8-year-old #1: (to 8-year-olds #2 and 3) You can use the net now, but after y’all use it, you have to give it back to me.
8-year-old #4: I want a turn!
8-year-old-#1: I gave the net to 8-year-olds #2 and 3 and then I get the net back.
8-year-old #4: (looking at me) She won’t let me have a turn!
Me: (looking at 8-year-old #1) You can’t control who uses the net that long after it’s been in your possession. You can only control the use of the net for 21 minutes after your possession of it because otherwise you would be exercising too much long-term control over the net and for the good of all of us on this camping trip, we want the net to be more transferable and usable by lots of different people so . . .
8-year-old #2: People are going hiking! Let’s go! (drops net into the lake such that I have to wade in to grab it)
Eventually, the fishing, tadpole-hunting, and hiking came to an end and we commenced roasting weenies and s’mores. I brought with us some long roasting sticks and put them out for the girls to use, which prompted a good discussion on adverse possession.
8-year-old #1: (tugging on my shirt while pointing at essentially all of the other 8-year-olds) She took my roasting stick!
Me: (thinking “why did I agree to be the Brownie Troop leader?”) Are you sure it was yours?
8-year-old #1: (confidently) Yes! (pointing aimlessly at the table behind her) I put my stick on this corner of the table three hours ago and told everyone not to touch it, but she (again, pointing at the collective group) picked it up and has been using it to roast two hot dogs and four marshmallows.
Me: (taking a deep breath) She’s been possessing the stick for a pretty long time. I think the stick is now hers. After you adversely, physically, openly possess property for a long enough period of time, that property becomes yours.
8-year-old #1: That’s not fair.
Me: I know it seems unfair, but there are a lot of reasons we say the adverse possessor gets the property. It requires you, the true owner, to pay attention to your marshmallow roasting stick instead of just leaving it, unattended on the table. It creates stability in title so 8-year-old #2 eventually can be confident the roasting stick she’s using is hers and won’t be taken away. It encourages her to use the roasting stick and develop it, shape it, bend it, into the best roasting stick she can make . . .
8-year-old #1: Chocolate!!!! (runs off when a new box of Hershey chocolate bars is opened)
Me: Sigh. (realizes beer is not strong enough so opens up flask of bourbon)
Finally, we all learned about the virtues of easements.
Me: Okay girls, everyone get in their sleeping bags and close their eyes. It’s time to go to sleep.

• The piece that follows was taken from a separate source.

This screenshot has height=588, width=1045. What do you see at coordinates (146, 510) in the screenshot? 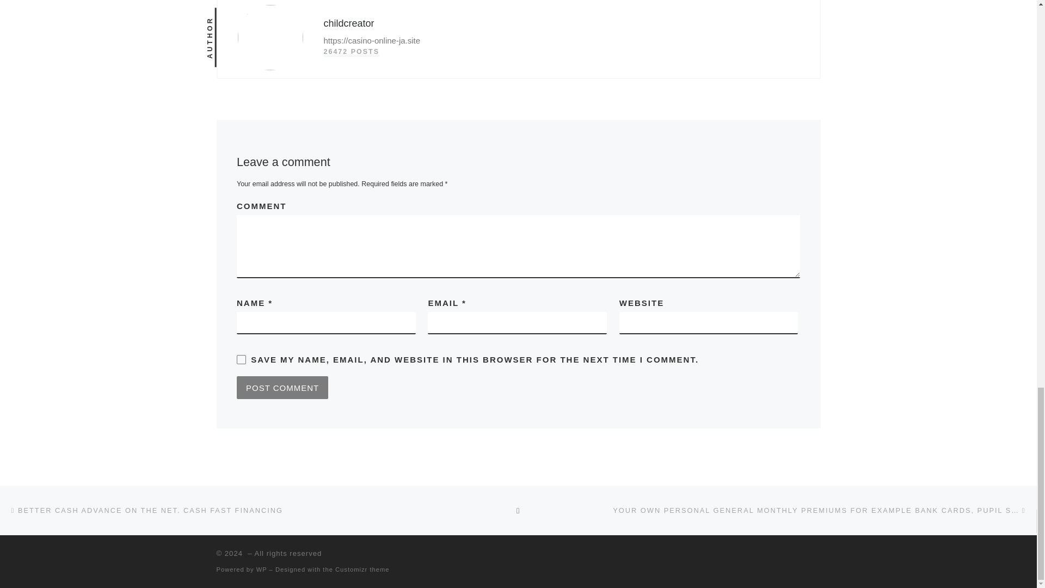
I see `BETTER CASH ADVANCE ON THE NET. CASH FAST FINANCING` at bounding box center [146, 510].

8-year-old #1 moves her sleeping bag to be right in the pathway I’ve created for the girls to exit the tent
Me: Put your sleeping bag back where you had it. We need to leave a pathway for folks to get out of the tent.
All 8-year-olds in unison: (in a voice that says “I’ll do anything to stay awake a little longer, even listen to your crazy lectures”) Why?
Me: Well, someone may need to potty in the middle of the night, so we need to have an easement so y’all can exit the tent. When you have an easement, you cannot block the use of that easement because . . .
All 8-year-olds: Zzzzzzzzzzzzzz.
There you have it. Property 101 through the eyes of an 8-year-old. We didn’t quite cover everything—I haven’t yet figured out how to work mortgages into the conversation—but we covered a lot. The conversations didn’t go exactly as I’ve described above. The girls were not nearly this whiney, in fact they were all actually pretty good, and while I'm not a particularly cool mom, I am a cool enough mom to not mention Garrett Hardin to my daughter’s friends. But all of the general activities described above did occur and the girls had a great time, which may be more than I can say for all of my 1Ls. Who knows, maybe they even took away a few lessons in property law.
https://lawprofessors.typepad.com/property/2016/05/kids-learn-the-darndest-things-about-property-law.html
Sally, this was delightful! And just what I needed after slogging through the grading of 100 1-L Property exams. Thank you.